The Fire Within the Forest: What Redwoods Reveal About Nature’s Code

Image showcasing how the wildfires help forge the next generation of redwoods.

Some stories in nature seem too poetic to be real—like fables written by evolution. The towering redwoods of California are one such story. Standing as giants among trees, they appear serene and invincible. But their stillness hides an ancient, ruthless logic—a deep lesson about the ways of nature.

In 2020, the wildfires that raged through California’s Big Basin Redwoods State Park painted a grim picture. Centuries-old trees, some with trunks as wide as small cars, were charred and stripped bare. Yet many of these same trees, seemingly lifeless, would survive. Not by miracle, but by design. Redwood trees, it turns out, don’t just survive fire—they use it.

The redwoods not only grow tall enough to attract lightning, but also possess an extraordinary resistance to fire. Like lightning rods on tall buildings, these traits reflect nature’s engineering at its finest: a co-evolved strategy where fire isn’t a threat, but an ally in the tree’s survival and regeneration.

The bark of a redwood contains high levels of tannins, natural flame retardants that protect it from intense heat. Unlike other trees that might succumb to flames, redwoods often remain standing, scarred but alive. Their cones—serotinous by design—only open under the intense heat of fire, releasing seeds into a forest floor freshly cleared of competition. Fires not only remove underbrush but enrich the soil with ash and nutrients, creating optimal conditions for germination. A literal definition of being ‘forged in fire.’

The serotinous cones of a Banksia tree opened by the Peat Fire in Cape Conran Coastal Park, Victoria. (DOI/Neal Herbert)

Fire, for the redwood, is not an ending. It’s an opening.

But perhaps the most astonishing detail emerged in a paper published in Nature Plants following the 2020 fires. Researchers discovered that even completely defoliated redwoods could rebound. They did so by drawing on energy reserves—sugars created by photosynthesis decades ago. These reserves fueled the growth of dormant buds, some of which had been lying quietly under bark for over a century, waiting for a cue like this. The phenomenon is known as Epicormic growth. Epicormic growth is the development of shoots from dormant buds beneath the bark of a tree or plant, often triggered by stress or damage. 

Epicormic growth 2 years after the CZU fire in Big Basin Redwoods State Park

This might sound awe-inspiring, and it is—but it is not benevolence. It’s strategy. The redwoods are not noble survivors; they are ruthless ones. Their entire structure, from bark to bud, is a system designed not just to endure fire but to leverage it for dominance.

In this, they echo the lesson we once explored with cuckoo birds—those parasitic strategists that plant their young in the nests of unsuspecting hosts. Like the redwoods, they too reveal that evolution has no moral compass. It selects what survives, not what seems fair. Nature doesn’t ask what should be done. It simply reinforces what works.

And yet, this story isn’t a celebration of destruction. It’s also a warning. The redwoods evolved with fire, yes—but with fire of a certain kind. Historically, these forests experienced low to moderate intensity burns, often sparked naturally and spaced out over decades. Today, with the human fingerprint heavy on the climate, we’re seeing more intense, more frequent fires—pushed by droughts, temperature rise, and altered landscapes.

Redwoods are resilient, but even resilience has a threshold. Fires that once cleared underbrush now scorch entire root systems. Seedlings once given an open forest floor must now contend with unstable post-fire landscapes. Survival, even for the mighty redwood, is no longer guaranteed.

So, what do these trees teach us? First, that survival often lies in counterintuitive strategies. And second, that even the most robust systems have limits when pushed too far. Nature is neither kind nor cruel—it is adaptive. But it is not immune to the consequences of imbalance.

In the story of redwoods and fire, we see nature’s complexity at its best—but we’re also reminded that when we disrupt the balance, we risk tipping even the most ancient survivors into decline. Understanding nature’s logic is not just about marveling at its design; it’s about recognizing our role in the new story being written.

And that, perhaps, is where the morality comes in—not in nature, but in us.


__Try it__: Figure out how many lines of the material below contain the word "axis". Answer with the number only.

Content starts

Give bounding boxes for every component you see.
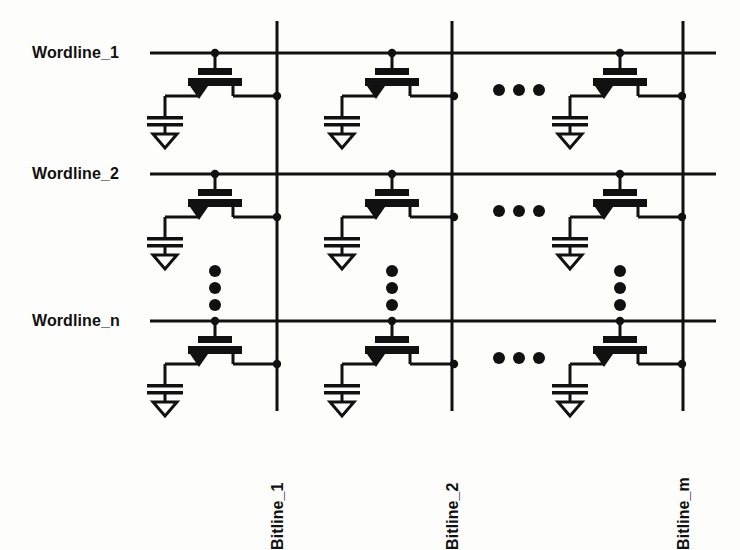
row-ellipsis-col1 xyxy=(209,265,221,311)
memory-cell-rncm xyxy=(552,317,686,416)
column-ellipsis-row2 xyxy=(493,205,545,217)
memory-cell-r1cm xyxy=(552,49,686,148)
column-ellipsis-row1 xyxy=(493,84,545,96)
memory-cell-r1c1 xyxy=(147,49,281,148)
memory-cell-r2c1 xyxy=(147,170,281,269)
bitline-m-label: Bitline_m xyxy=(675,477,693,550)
wordline-group xyxy=(150,53,716,321)
wordline-2-label: Wordline_2 xyxy=(32,165,119,183)
row-ellipsis-colm xyxy=(614,265,626,311)
bitline-2-label: Bitline_2 xyxy=(444,482,462,550)
wordline-n-label: Wordline_n xyxy=(32,312,120,330)
wordline-1-label: Wordline_1 xyxy=(32,44,119,62)
column-ellipsis-rown xyxy=(493,352,545,364)
bitline-1-label: Bitline_1 xyxy=(269,482,287,550)
row-ellipsis-col2 xyxy=(386,265,398,311)
memory-cell-r1c2 xyxy=(324,49,458,148)
memory-cell-rnc2 xyxy=(324,317,458,416)
memory-cell-r2c2 xyxy=(324,170,458,269)
memory-cell-rnc1 xyxy=(147,317,281,416)
memory-cell-r2cm xyxy=(552,170,686,269)
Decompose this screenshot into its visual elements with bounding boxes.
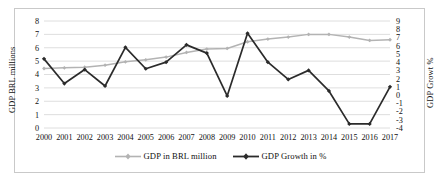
x-tick-label: 2015 — [341, 133, 357, 142]
series-marker — [388, 38, 392, 42]
x-tick-label: 2004 — [117, 133, 133, 142]
right-tick-label: 2 — [396, 75, 400, 84]
x-tick-label: 2000 — [36, 133, 52, 142]
right-tick-label: 3 — [396, 66, 400, 75]
series-marker — [286, 35, 290, 39]
data-series-group — [42, 31, 392, 126]
series-marker — [185, 51, 189, 55]
x-tick-label: 2017 — [382, 133, 398, 142]
right-tick-label: -1 — [396, 99, 403, 108]
series-marker — [103, 63, 107, 67]
right-tick-label: 9 — [396, 17, 400, 26]
legend-marker-icon-gdp-brl — [115, 152, 141, 161]
right-tick-label: 8 — [396, 25, 400, 34]
x-tick-label: 2008 — [199, 133, 215, 142]
left-tick-label: 6 — [35, 44, 39, 53]
x-tick-label: 2016 — [361, 133, 377, 142]
x-tick-label: 2006 — [158, 133, 174, 142]
series-marker — [42, 67, 46, 71]
chart-legend: GDP in BRL million GDP Growth in % — [0, 147, 441, 165]
right-tick-label: -2 — [396, 107, 403, 116]
series-marker — [368, 38, 372, 42]
series-marker — [327, 32, 331, 36]
series-gdp-brl-million — [42, 32, 392, 70]
left-tick-label: 1 — [35, 111, 39, 120]
chart-figure: GDP BRL millions GDP Growt % 012345678 -… — [0, 0, 441, 185]
x-tick-label: 2011 — [260, 133, 276, 142]
series-marker — [307, 32, 311, 36]
legend-label-gdp-growth: GDP Growth in % — [262, 151, 327, 161]
right-tick-label: 5 — [396, 50, 400, 59]
right-tick-label: 0 — [396, 91, 400, 100]
left-tick-label: 4 — [35, 70, 39, 79]
series-marker — [266, 37, 270, 41]
x-tick-label: 2003 — [97, 133, 113, 142]
series-marker — [62, 66, 66, 70]
right-tick-label: 7 — [396, 33, 400, 42]
legend-label-gdp-brl: GDP in BRL million — [144, 151, 217, 161]
right-tick-label: -3 — [396, 116, 403, 125]
series-marker — [124, 60, 128, 64]
series-marker — [225, 47, 229, 51]
series-line — [44, 34, 390, 68]
x-tick-label: 2013 — [300, 133, 316, 142]
x-tick-label: 2001 — [56, 133, 72, 142]
x-tick-label: 2002 — [77, 133, 93, 142]
series-gdp-growth-pct — [42, 31, 392, 126]
left-tick-label: 8 — [35, 17, 39, 26]
right-axis-tick-labels: -4-3-2-10123456789 — [396, 17, 403, 133]
x-tick-label: 2010 — [239, 133, 255, 142]
series-line — [44, 33, 390, 124]
left-tick-label: 3 — [35, 84, 39, 93]
legend-marker-icon-gdp-growth — [233, 152, 259, 161]
x-tick-label: 2012 — [280, 133, 296, 142]
legend-item-gdp-growth: GDP Growth in % — [233, 151, 327, 161]
series-marker — [347, 35, 351, 39]
x-axis-tick-labels: 2000200120022003200420052006200720082009… — [36, 133, 398, 142]
series-marker — [246, 40, 250, 44]
series-marker — [164, 55, 168, 59]
left-tick-label: 7 — [35, 30, 39, 39]
right-tick-label: 6 — [396, 42, 400, 51]
left-tick-label: 2 — [35, 97, 39, 106]
x-tick-label: 2007 — [178, 133, 194, 142]
left-tick-label: 5 — [35, 57, 39, 66]
x-tick-label: 2009 — [219, 133, 235, 142]
x-tick-label: 2005 — [138, 133, 154, 142]
x-tick-label: 2014 — [321, 133, 337, 142]
left-axis-tick-labels: 012345678 — [35, 17, 39, 133]
right-tick-label: 4 — [396, 58, 400, 67]
right-tick-label: 1 — [396, 83, 400, 92]
legend-item-gdp-brl: GDP in BRL million — [115, 151, 217, 161]
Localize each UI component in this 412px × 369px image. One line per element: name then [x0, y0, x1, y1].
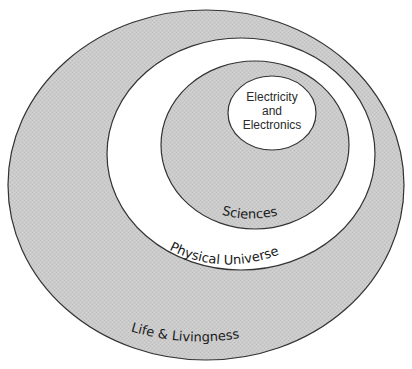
region-electricity-and-electronics: Electricity and Electronics — [228, 76, 316, 150]
electricity-label-line-3: Electronics — [243, 118, 302, 132]
electricity-label-line-2: and — [262, 104, 282, 118]
electricity-label-line-1: Electricity — [246, 90, 297, 104]
nested-diagram: Electricity and Electronics Sciences Phy… — [0, 0, 412, 369]
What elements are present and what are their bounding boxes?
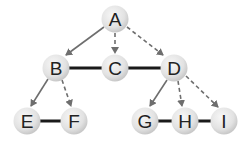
node-d: D [161, 55, 188, 82]
arrow-a-b [66, 27, 104, 55]
node-e: E [14, 108, 41, 135]
arrow-d-i [186, 76, 218, 107]
node-label-g: G [138, 111, 153, 132]
graph-diagram: A B C D E F G H I [0, 0, 243, 142]
node-a: A [102, 6, 129, 33]
arrow-d-h [178, 81, 182, 106]
node-label-a: A [109, 9, 122, 30]
node-b: B [43, 55, 70, 82]
arrow-d-g [150, 80, 167, 106]
node-label-i: I [221, 111, 226, 132]
node-label-f: F [68, 111, 80, 132]
node-label-e: E [21, 111, 34, 132]
node-label-c: C [108, 58, 122, 79]
node-f: F [61, 108, 88, 135]
node-h: H [172, 108, 199, 135]
node-label-b: B [50, 58, 63, 79]
arrow-a-d [127, 27, 163, 55]
node-label-h: H [178, 111, 192, 132]
arrow-b-e [31, 79, 48, 106]
node-label-d: D [167, 58, 181, 79]
node-g: G [132, 108, 159, 135]
node-i: I [211, 108, 238, 135]
node-c: C [102, 55, 129, 82]
arrow-b-f [62, 80, 71, 106]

Content ends

__Task solution__: 3